4/18/2007

Is Business Ethics an Oxymoron?

Peruse a few of the vast numbers of articles and resources at BusinessEthics.ca and decide for yourself and your organization.

One example of the excellent available information is Incorporating Ethics into the Organization's Strategic Plan summarizing a presentation made by Robert Finocchio, former president, CEO, and chairman of Informix Corp.

:

Management guru Peter Drucker was famous for asking his consulting clients the basic strategic question, "What business are we in?" To integrate ethics into the strategy, businesspeople have to add three more questions...

What do we stand for?
What is our purpose?
What values do we have?

...While ethics should be part of the company's mission statement, long-term strategic plan, public pronouncements, and codes of conduct, unless it is also a "cornerstone of the organizational culture," it will not be effectively integrated into the business strategy, he said.

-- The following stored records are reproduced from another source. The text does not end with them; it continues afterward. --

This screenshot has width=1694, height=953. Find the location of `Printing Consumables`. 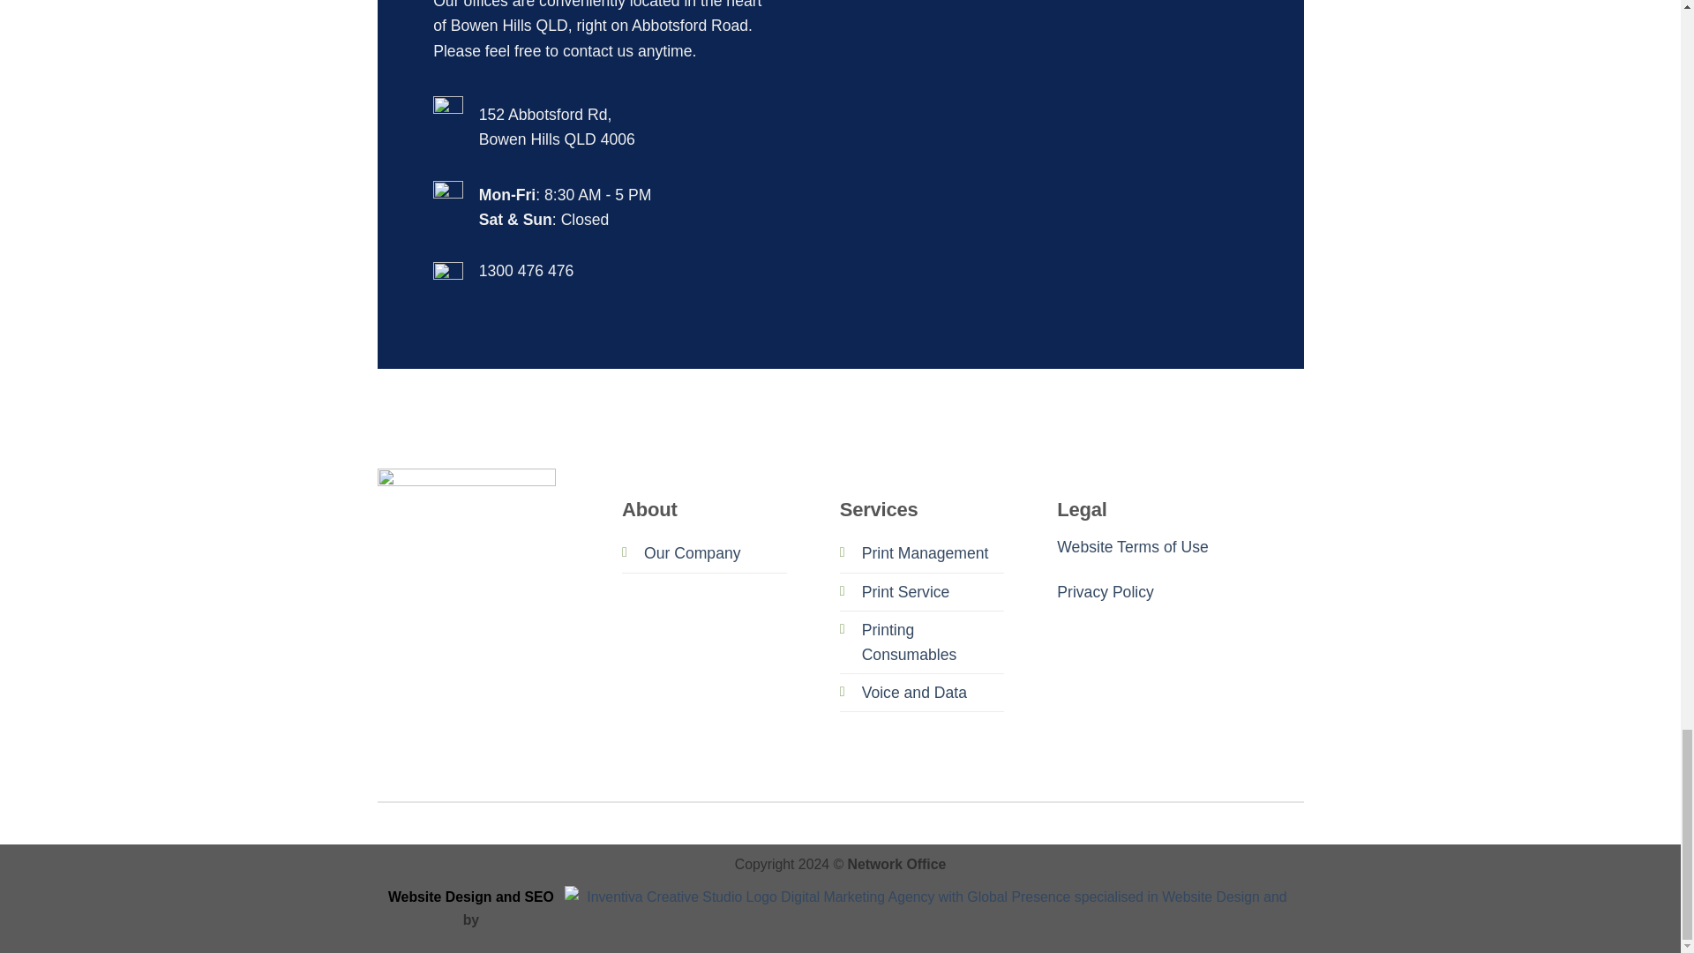

Printing Consumables is located at coordinates (909, 642).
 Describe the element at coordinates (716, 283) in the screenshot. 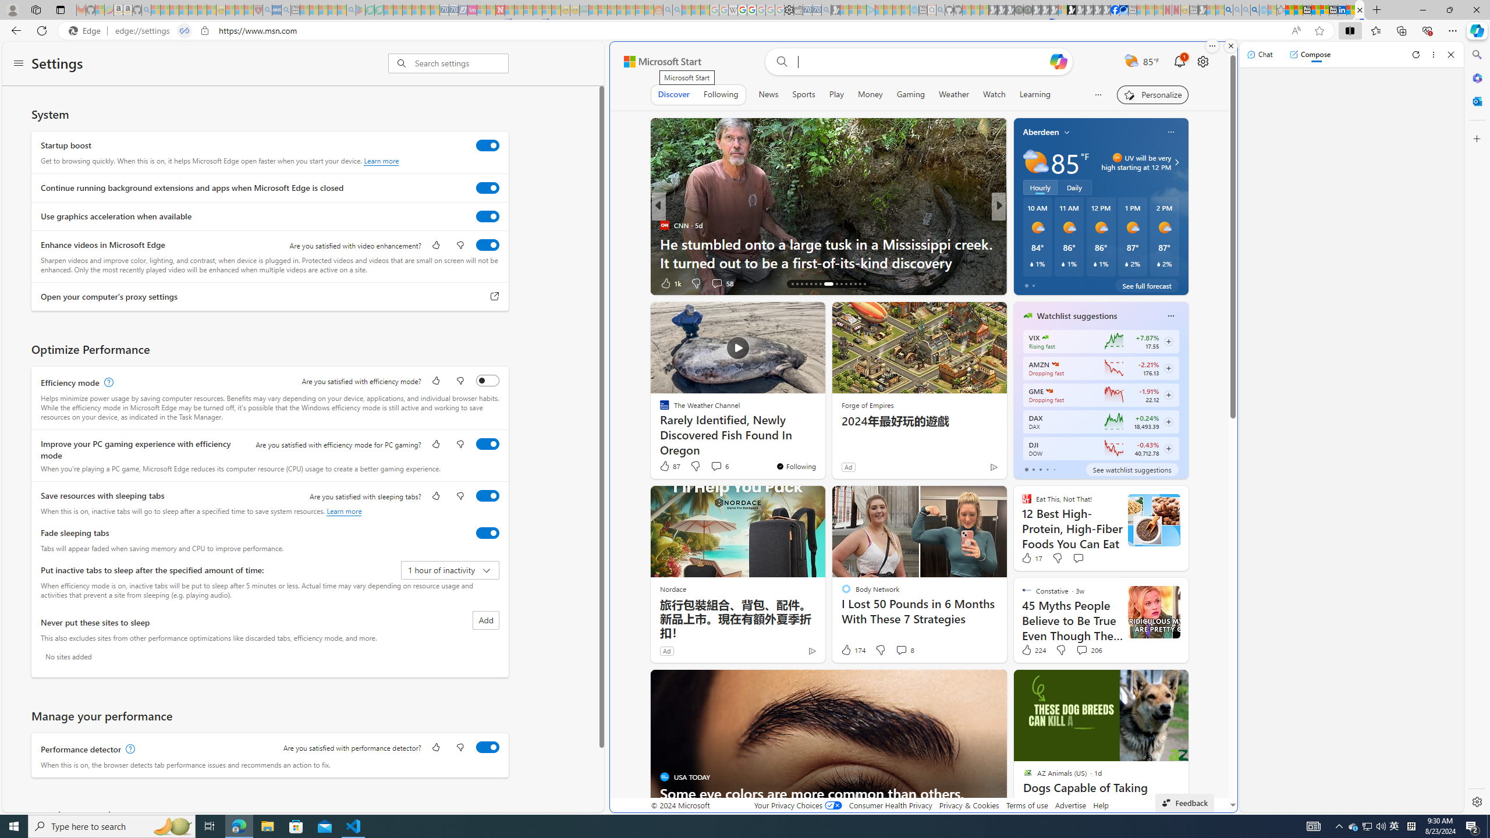

I see `View comments 142 Comment` at that location.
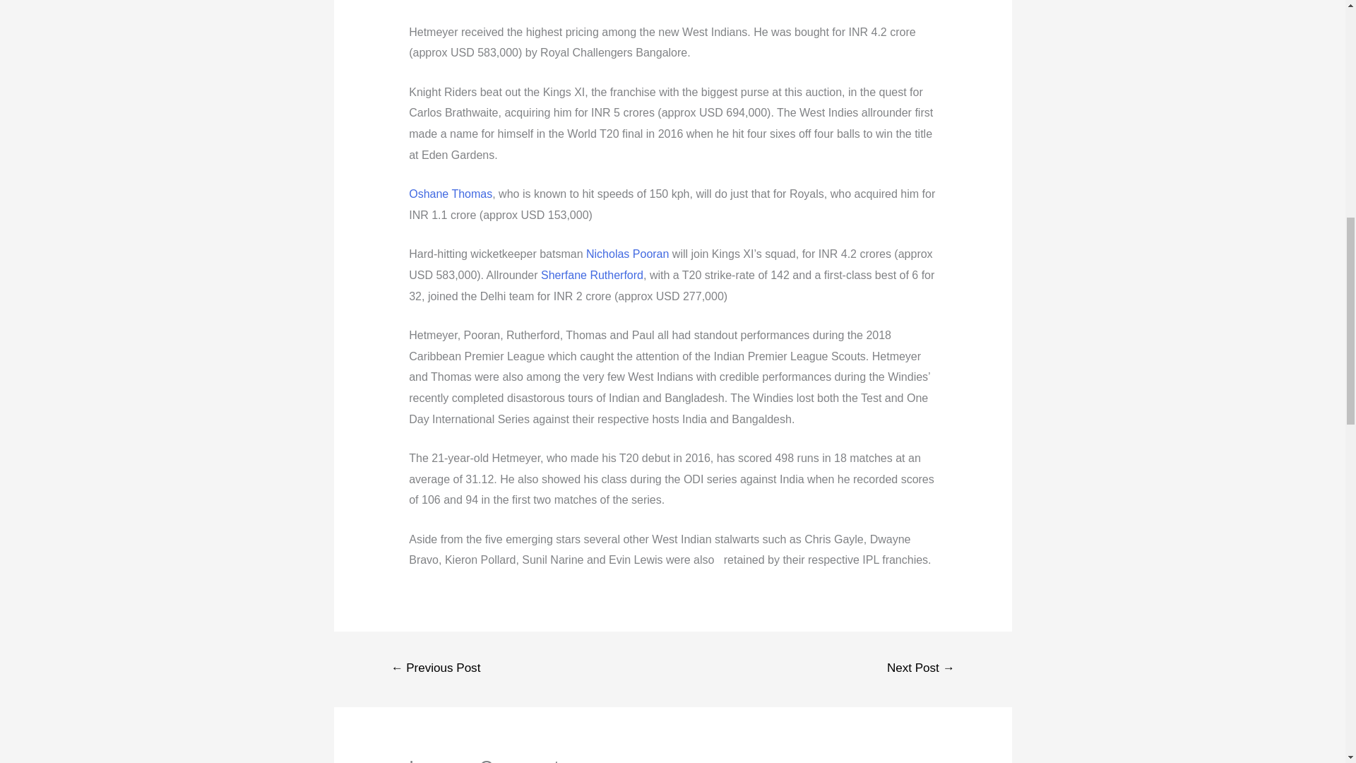 The image size is (1356, 763). Describe the element at coordinates (592, 276) in the screenshot. I see `Sherfane Rutherford` at that location.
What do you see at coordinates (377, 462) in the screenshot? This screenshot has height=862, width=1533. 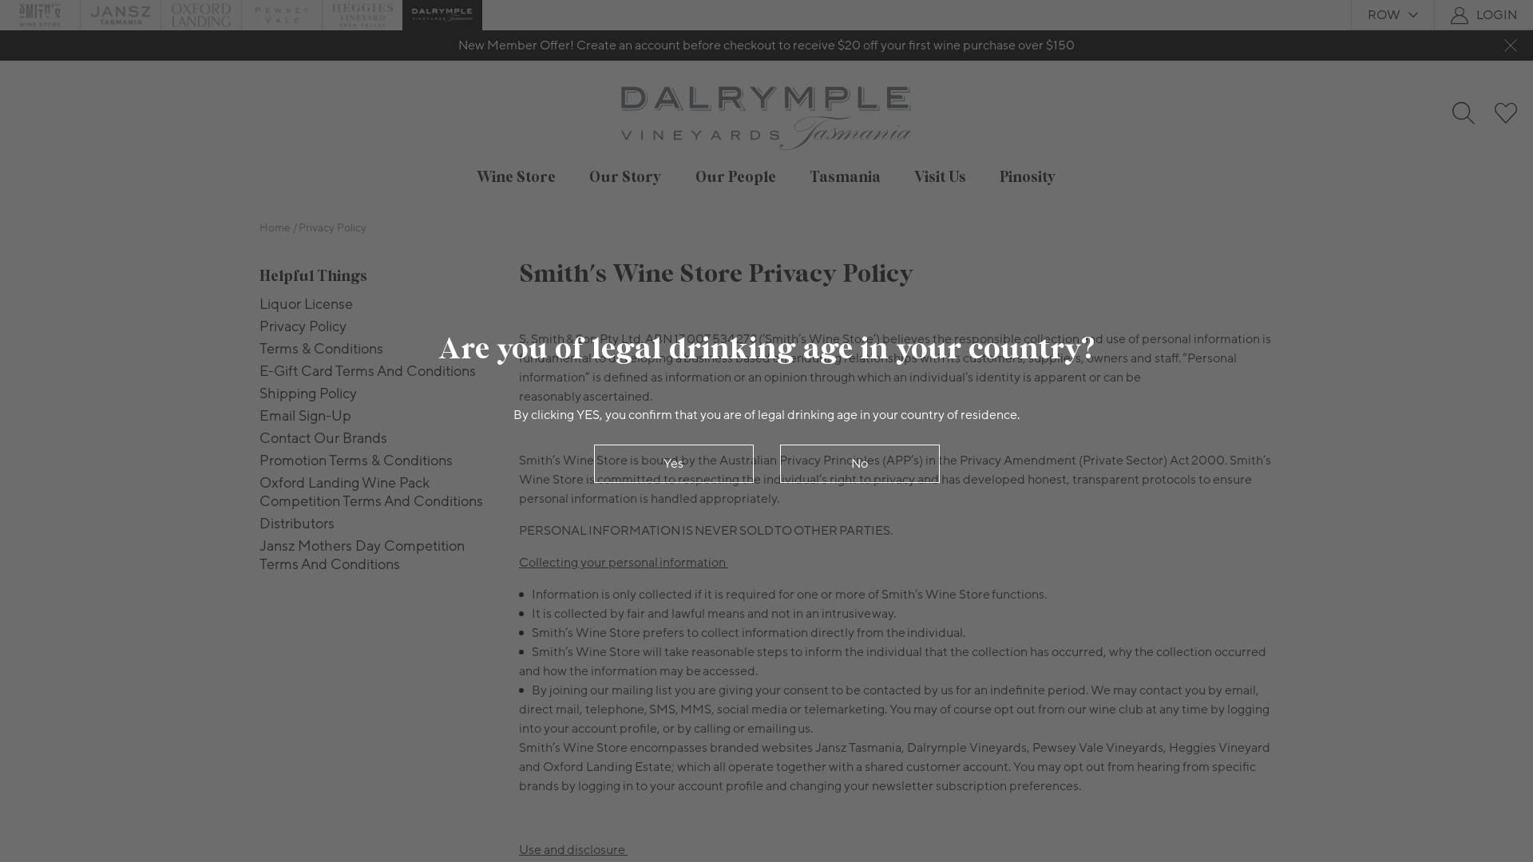 I see `Promotion Terms & Conditions` at bounding box center [377, 462].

To really incorporate ethics, he presented these "prescriptions":

1. Don't be in an unethical business in the first place...
2. Obey the law and spirit of the law everywhere you do business.
3. Articulate a complete strategy, including purpose.
4. Explicitly articulate values as a key component to the strategy. 5. Values must also be real, and must reflect actual behavior, especially among the organization's leaders.
6. Don't rely on auditors, ethics officers, compliance officers, cops, regulations, manuals, and audits as the vehicle to insert ethics into the strategy.
7. Emphasize principles more than rules. (This is the best way to be more demanding of the organization.)
8. Individual ethical responsibility and accountability are never trumped by some corporate or organizational imperative.There is no "my company said it was ok" defense.
9. Be totally transparent with your constituents, and make that part of the strategy.
10. Have a framework and process for the resolution of ethical issues.
11. Have the right organizational structure.
12. Have rewards based on the right metrics.
13. Make employee development part of strategy and make ethics training part of employee development.
14. Encourage all employees to be challenging and demanding in the ethical domain (of everyone in the organization, including the bosses).

Finocchio went on to offer two practical suggestions for implementing his prescriptions: making an ethics performance evaluation part of the organization's standard end-of-year assessment and creating a strategic plan ethics checklist for the coming year...In planning for the next year, the company would ask itself a series of questions, including:

*Is our purpose sufficiently well articulated?
*Do we face new legal requirements?
*Do we have new constituents?
*If we acquire another organization, how will it be ethically assimilated?
*Are our rewards structures appropriate?
*Is there any need to change the mechanics (constituent communication, employee training, organizational structure, issue resolution processes)?
*How will we measure our performance?
*Do we have new goals/objectives in the ethical domain?